If I have a problem, stuff's going through my head, I feel like using, I usually go and talk to my dad... I decided to get sober a lot younger than he did. He first tried to get sober when he was like 32, I believe.
The first thought that I had about really trying to get sober was, 'Man, I could do a lot of good in the world. I can lead by example and just be this heroic recovery guy.' And that's just a bad reason to get sober. You can't get sober for anybody's benefit, let alone the world at large. You really got to do it for yourself.
I think a lot of people are scared, and I know I was scared to get sober, at least using this as an excuse; 'I don't want to be one of those sober people.' And I don't think you have to be. I think you can be one of those people who happens to be sober.
For a lot of folks who get sober, the process of getting and staying sober becomes their higher power, and it becomes a religion that sort of consumes a whole lot of them. I just don't think that that's necessary. I think that that can be a side note rather than the story of your life.
When you first get sober, you feel like a superhero. You feel real emotion because you've been suppressing it forever. It's so much easier to navigate what's important.

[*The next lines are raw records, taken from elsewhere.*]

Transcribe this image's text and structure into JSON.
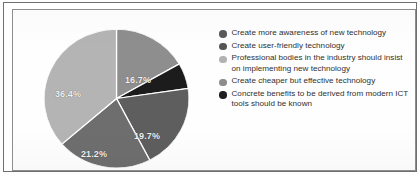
{
  "figure": {
    "background_color": "#ffffff",
    "frame_color": "#6f6f6f"
  },
  "chart_data": {
    "type": "pie",
    "title": "",
    "xlabel": "",
    "ylabel": "",
    "legend_position": "right",
    "grid": false,
    "label_format": "percent",
    "categories": [
      "Create more awareness of new technology",
      "Create user-friendly technology",
      "Professional bodies in the industry should insist on implementing new technology",
      "Create cheaper but effective technology",
      "Concrete benefits to be derived from modern ICT tools should be known"
    ],
    "values": [
      16.7,
      19.7,
      36.4,
      21.2,
      6.0
    ],
    "slice_colors": [
      "#8e8e8e",
      "#5e5e5e",
      "#b4b4b4",
      "#6e6e6e",
      "#1c1c1c"
    ],
    "slices": [
      {
        "label": "16.7%",
        "value": 16.7,
        "color": "#8e8e8e",
        "legend_index": 0
      },
      {
        "label": "",
        "value": 6.0,
        "color": "#1c1c1c",
        "legend_index": 4
      },
      {
        "label": "19.7%",
        "value": 19.7,
        "color": "#5e5e5e",
        "legend_index": 1
      },
      {
        "label": "21.2%",
        "value": 21.2,
        "color": "#6e6e6e",
        "legend_index": 3
      },
      {
        "label": "36.4%",
        "value": 36.4,
        "color": "#b4b4b4",
        "legend_index": 2
      }
    ],
    "slice_label_color": "#f2f2f2",
    "slice_border_color": "#ffffff"
  },
  "labels": {
    "slice_0": "16.7%",
    "slice_2": "19.7%",
    "slice_3": "21.2%",
    "slice_4": "36.4%"
  },
  "legend": {
    "items": [
      {
        "label": "Create more awareness of new technology",
        "color": "#5a5a5a"
      },
      {
        "label": "Create user-friendly technology",
        "color": "#555555"
      },
      {
        "label": "Professional bodies in the industry should insist on implementing new technology",
        "color": "#b2b2b2"
      },
      {
        "label": "Create cheaper but effective technology",
        "color": "#8c8c8c"
      },
      {
        "label": "Concrete benefits to be derived from modern ICT tools should be known",
        "color": "#1e1e1e"
      }
    ]
  }
}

I'd always thought that if I could get sober and stay sober, I would be able to have a career making music. My drug and alcohol addiction was the one thing holding me back. I had finally gotten the tools to stay sober, and it was just a matter of writing the songs.
At 3 o'clock in the morning on tour when you're sober is a lot less fun than 3 a.m. when you're drunk in a bar or in a nightclub. But having said that, 9 in the morning on tour sober is immeasurably better than 9 a.m. on tour when you're hung over and feeling like death.
Getting sober just exploded my life. Now I have a much clearer sense of myself and what I can and can't do. I am more successful than I have ever been. I feel very positive where I never did before, and I think that's all a direct result of getting sober.
When I decided to get sober, there were a lot of chemical imbalances that came along with that, physically as well as mentally.
It was a slow process. You gotta remember I hadn't recorded a song sober in seven years. So it took me awhile to even feel like I could record a song sober.
So I kind of lost track for a while, then I came back, I pulled myself together and I decided when I was 15 that I'm going to get sober and I'm going to become an actress.
Anybody that's not supportive of me staying sober obviously has to go. But on the other hand, there are not really a lot of people who don't want me to stay sober. I was a nightmare.
It's like a relay race of being ignored. It is really challenging, but whenever I get asked that stuff, I feel really self-conscious about it. I feel really lucky because we have a lot of help. When I first began to be a dad with Gwen [Stefani], I was amazed at what she went through.
Relapse is very dangerous. However, relapse can be a symptom of the disease. Sometimes there are multiple relapses before you get sober and stay sober.
There isn't just one way to get healthy and sober and to stop using.
Donald Trump's a hell of a performer, he's a hell of an entertainer. If you put him on and let him say his crazy stuff, you're going to get a lot of viewers. If you take him off and have some sober discussion about what's going on in Syria, you're going to lose 80 percent of your audience.
I understand and get when kids and teenagers feel like they're alone and it's not going to get better. My advice is that there is a support system out there, there are a lot of people who have been through what you're going through and are going through it now.